By August 2025, Nigeria’s Southeast will have endured four unsettling years under the shadow of the Indigenous People of Biafra’s (IPOB) sit-at-home order. What began as a protest demanding the release of Nnamdi Kanu has, over time, morphed into a weekly paralysis marked by fear, violence, and deepening economic ruin. A recent SBM Intelligence report titled “Four Years of Disruption: Unmasking the Impact of IPOB’s Sit-at-Home Order in Southeast Nigeria” lays bare the multidimensional consequences of this ongoing standoff and the urgent need for a new path forward.
The origins of the sit-at-home order lie in long-standing political grievances, particularly the contentious 2021 re-arrest and detention of IPOB leader Nnamdi Kanu. But while IPOB’s leadership originally positioned the protest as civil resistance, it has since become a vehicle for violence and economic sabotage. The Mondays once intended for peaceful expression of dissent have turned into ritualised fear, enforced not by consensus but by coercion.
As someone who has long observed and analysed Nigeria’s security and political dynamics, I have not been immune to the very atmosphere I seek to understand. My reporting on IPOB has attracted personal scrutiny from Kanu himself, whose YouTube broadcasts to his global followers have, on occasion, veered into incitement. When he singled me out in one such video, lumping my work with that of other journalists he accused of corruption and “evil”, it was not just rhetorical posturing. It became a matter of personal safety. These moments reinforce the report’s central thesis: that fear, rather than belief, is driving compliance with the sit-at-home directive.
According to the SBM Intelligence report, only about 29 percent of Southeast residents express genuine support for the sit-at-home policy. The overwhelming majority comply due to safety concerns, exacerbated by the activities of “unknown gunmen”, a loosely affiliated network of armed actors that have violently enforced compliance through arson, threats, and targeted killings. These faceless enforcers have contributed to a breakdown in public confidence and civic order.
The economic toll has been devastating. The report estimates that over ₦7.6 trillion has been lost in just the first two years of the order, with commercial hubs such as Onitsha and Aba reduced to ghost towns every Monday. Micro, small, and medium enterprises, the lifeblood of the regional economy, are collapsing under the weight of missed business opportunities, while transport operators report daily losses of up to ₦13 billion. This enforced stagnation has reversed years of progress and threatens to leave lasting scars on the region’s growth trajectory.
Education has also suffered, with the report documenting widespread disruptions to school calendars, national exams, and daily learning routines. An entire generation of students is being shortchanged, their future opportunities diminished by a conflict they did not create. In a region that has long prided itself on academic excellence, this educational erosion represents a particularly painful cost.
On the security front, the report details over 700 deaths linked to IPOB-related violence between 2021 and early 2025. The involvement of IPOB’s Eastern Security Network (ESN) in confrontations with state forces has only added fuel to the fire. Regrettably, the government’s heavy-handed military responses have often intensified local alienation rather than fostering resolution.
SBM Intelligence’s report offers a sobering conclusion: a solely militaristic response is not tenable. Sustainable peace demands more than boots on the ground. It requires a deliberate strategy of political engagement, economic revitalisation, and inclusive governance. The first step is restoring trust, through transparent investigations of alleged rights violations, community-led reconciliation, and targeted investments in local industry and education.
In these times, even the act of writing can feel perilous. But silence is no solution. The Southeast deserves a future unshackled from fear where children can learn, businesses can thrive, and political grievances are addressed through dialogue, not disruption.
Let us not normalise this crisis. The findings of Four Years of Disruption must be the catalyst for a new approach, one that listens, heals, and rebuilds. The cost of continued silence is one the Southeast can no longer afford to bear.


**What the task asks**
Report each line of the records below that uses the word "Userled".

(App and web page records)
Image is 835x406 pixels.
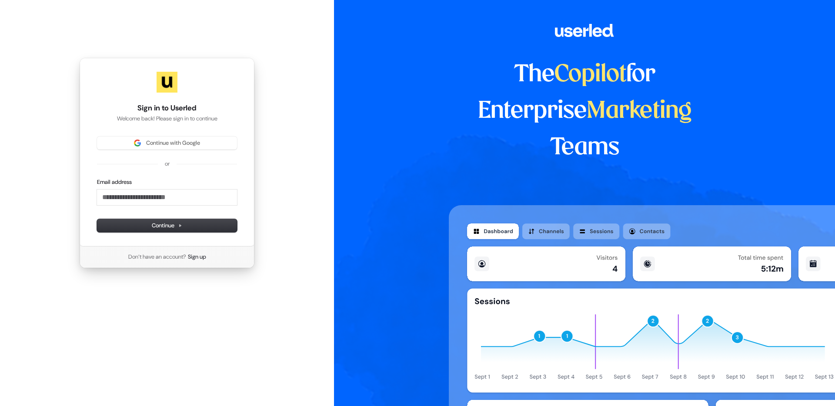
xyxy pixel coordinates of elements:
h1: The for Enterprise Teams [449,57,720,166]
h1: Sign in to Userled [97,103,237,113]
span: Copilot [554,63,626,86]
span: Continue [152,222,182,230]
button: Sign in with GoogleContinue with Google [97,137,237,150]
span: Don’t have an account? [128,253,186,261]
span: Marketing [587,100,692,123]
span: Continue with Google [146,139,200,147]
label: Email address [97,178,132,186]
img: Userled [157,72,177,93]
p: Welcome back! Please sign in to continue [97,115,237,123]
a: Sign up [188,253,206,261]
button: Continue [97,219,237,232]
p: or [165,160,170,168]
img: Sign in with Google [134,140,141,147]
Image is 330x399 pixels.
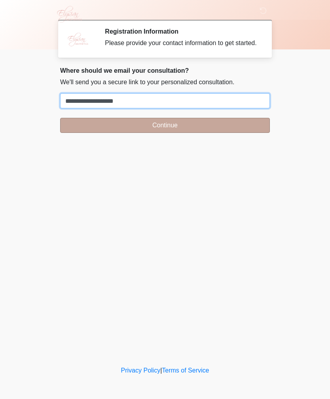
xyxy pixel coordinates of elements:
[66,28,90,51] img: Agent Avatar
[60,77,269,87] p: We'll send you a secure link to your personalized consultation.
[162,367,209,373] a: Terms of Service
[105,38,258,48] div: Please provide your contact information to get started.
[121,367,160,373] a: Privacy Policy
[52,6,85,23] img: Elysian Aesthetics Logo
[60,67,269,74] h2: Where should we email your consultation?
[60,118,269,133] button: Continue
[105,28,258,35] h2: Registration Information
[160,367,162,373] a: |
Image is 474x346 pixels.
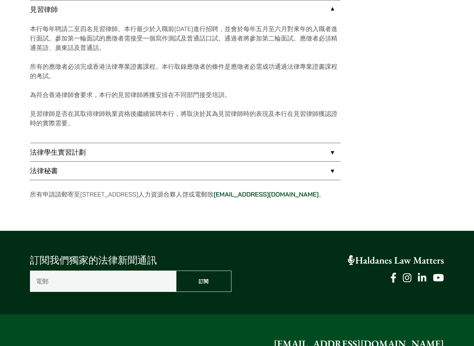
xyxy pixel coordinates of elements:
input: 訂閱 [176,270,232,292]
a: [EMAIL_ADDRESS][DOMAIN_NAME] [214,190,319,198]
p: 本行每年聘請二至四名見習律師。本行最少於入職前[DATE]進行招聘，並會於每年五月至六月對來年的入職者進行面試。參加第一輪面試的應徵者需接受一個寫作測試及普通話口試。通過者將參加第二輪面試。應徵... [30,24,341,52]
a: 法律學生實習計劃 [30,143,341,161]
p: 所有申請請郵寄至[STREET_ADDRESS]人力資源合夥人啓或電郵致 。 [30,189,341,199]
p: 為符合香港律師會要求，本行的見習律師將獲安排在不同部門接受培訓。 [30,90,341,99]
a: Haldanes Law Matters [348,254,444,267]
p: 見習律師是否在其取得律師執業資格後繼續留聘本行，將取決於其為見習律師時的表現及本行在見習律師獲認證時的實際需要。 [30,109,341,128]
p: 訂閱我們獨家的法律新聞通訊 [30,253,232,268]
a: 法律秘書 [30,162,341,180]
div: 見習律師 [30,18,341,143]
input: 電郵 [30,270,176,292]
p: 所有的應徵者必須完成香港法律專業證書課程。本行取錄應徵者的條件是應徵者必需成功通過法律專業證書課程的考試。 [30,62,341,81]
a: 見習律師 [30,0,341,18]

* * *

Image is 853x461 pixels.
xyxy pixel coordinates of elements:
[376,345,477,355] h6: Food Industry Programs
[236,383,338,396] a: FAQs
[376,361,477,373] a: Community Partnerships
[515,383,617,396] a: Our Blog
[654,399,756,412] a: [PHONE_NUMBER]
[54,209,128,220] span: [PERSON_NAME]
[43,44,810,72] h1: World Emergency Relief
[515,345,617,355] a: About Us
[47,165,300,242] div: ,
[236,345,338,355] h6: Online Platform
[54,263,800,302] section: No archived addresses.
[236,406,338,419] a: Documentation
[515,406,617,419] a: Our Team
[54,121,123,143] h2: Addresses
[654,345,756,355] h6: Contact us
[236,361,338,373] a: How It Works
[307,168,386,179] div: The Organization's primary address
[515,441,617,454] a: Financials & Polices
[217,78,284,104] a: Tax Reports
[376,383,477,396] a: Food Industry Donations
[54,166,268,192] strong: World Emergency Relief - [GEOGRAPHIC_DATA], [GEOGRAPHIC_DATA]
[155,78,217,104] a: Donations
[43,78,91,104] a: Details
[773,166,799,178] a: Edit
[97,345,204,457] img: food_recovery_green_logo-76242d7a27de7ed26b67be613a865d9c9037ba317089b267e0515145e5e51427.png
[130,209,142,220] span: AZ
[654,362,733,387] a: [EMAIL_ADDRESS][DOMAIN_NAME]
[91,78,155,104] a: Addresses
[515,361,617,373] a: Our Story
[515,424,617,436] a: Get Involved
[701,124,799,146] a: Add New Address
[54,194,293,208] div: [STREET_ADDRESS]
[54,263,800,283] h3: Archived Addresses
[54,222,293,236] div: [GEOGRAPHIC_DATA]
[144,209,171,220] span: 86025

**Output for this task**
h1: Sign in to Userled [97,103,237,113]
img: Userled [157,72,177,93]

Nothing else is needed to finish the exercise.